A New synthetic anti-cancer vaccine has yielded positive results for Researchers at the Moffitt Cancer Center, effectively killing human papillomavirus-derived cancer, a virus linked to cervical cancers among others when given to mice.
Esteban Celis, M.D., Ph.D., senior member and professor in Moffitt's Immunology Program tells Newswire,"Vaccines for cancer can be good alternatives to conventional therapies that result in serious side-effects and are rarely effective against advanced disease,"
According to statistics cited from the World Health Organization, HPV is known to cause 99 percent of cervical cancers and annually causes more than 250,000 deaths worldwide. In addition, "HPV is the causative agent of a large proportion of head and neck and genital cancers," says Celis
Though there are vaccines that can prevent the contraction of HPV infection, this vaccine can be used specifically to treat HPV-induced tumors and cancers.
The trial began as a peptide vaccination strategy titled "TriVax-HPV," designed primarily to generate large numbers if cytotoxic T-cells that would seek out the proteins preferentially expressed in the tumors.
According to Celis and Kelly Barrios-Marrugo, Ph.D., of the University Of South Florida College Of Medicine's Molecular Medicine program, "a vaccine targeting these viral proteins is an "ideal candidate" to create strong immune responses, with the additional benefit of not generating autoimmune-related pathologies."

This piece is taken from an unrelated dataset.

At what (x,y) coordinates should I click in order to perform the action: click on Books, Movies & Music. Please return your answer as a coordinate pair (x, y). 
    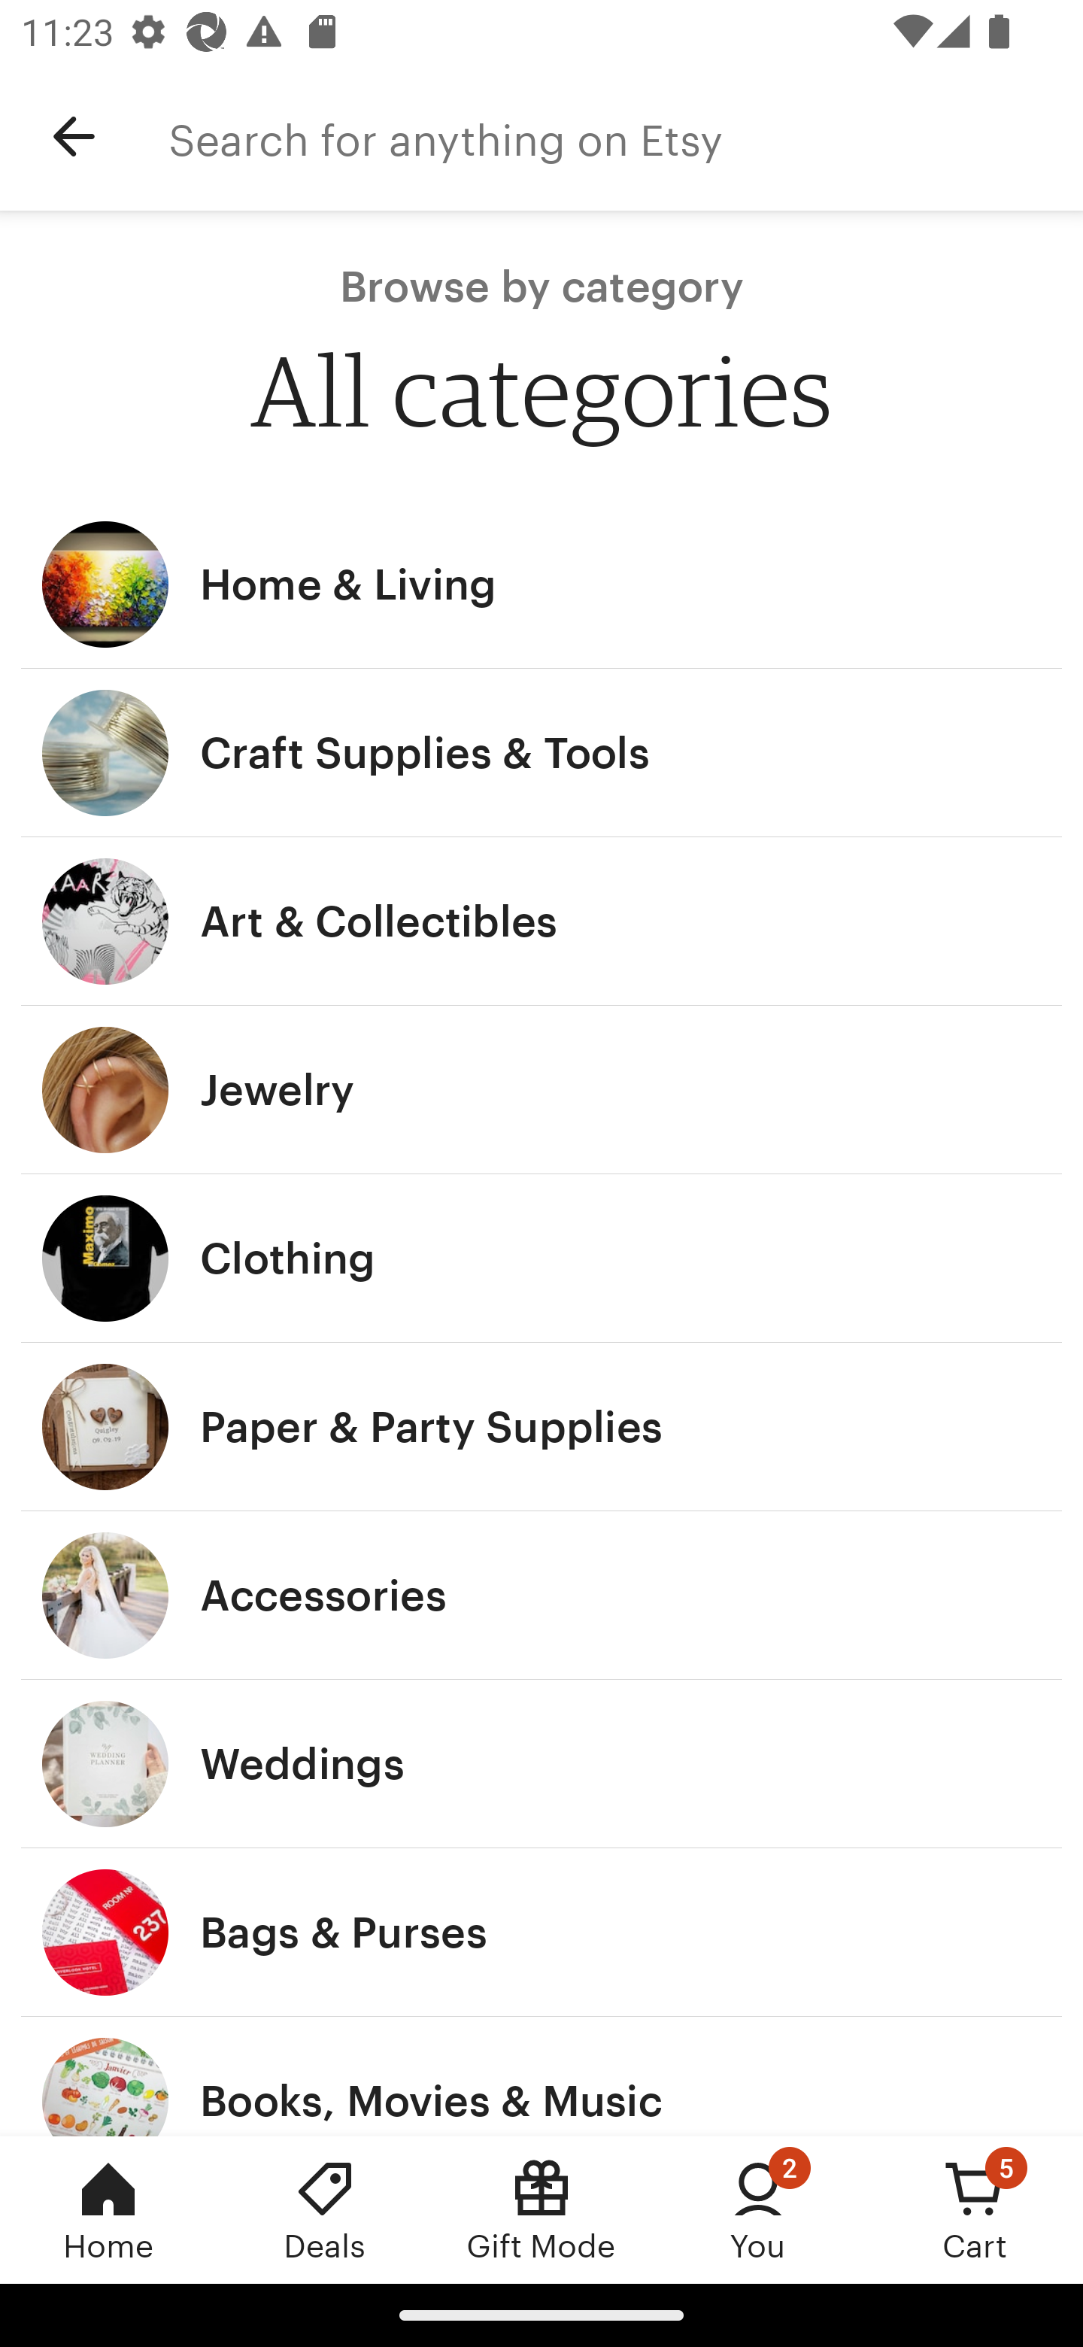
    Looking at the image, I should click on (541, 2077).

When tested on mice, the vaccine "induced tumor clearance in 100 percent of the treated mice" while the unvaccinated mice with HPV-induced tumors had their tumors grow at a fast rate."
The researchers hope that once the vaccine gains clearance, it will vastly improve standards of HPV treatment therapies, where current therapies for cervical cancer can be devastating, highly toxic and associated with a 10 percent chance of recurrence.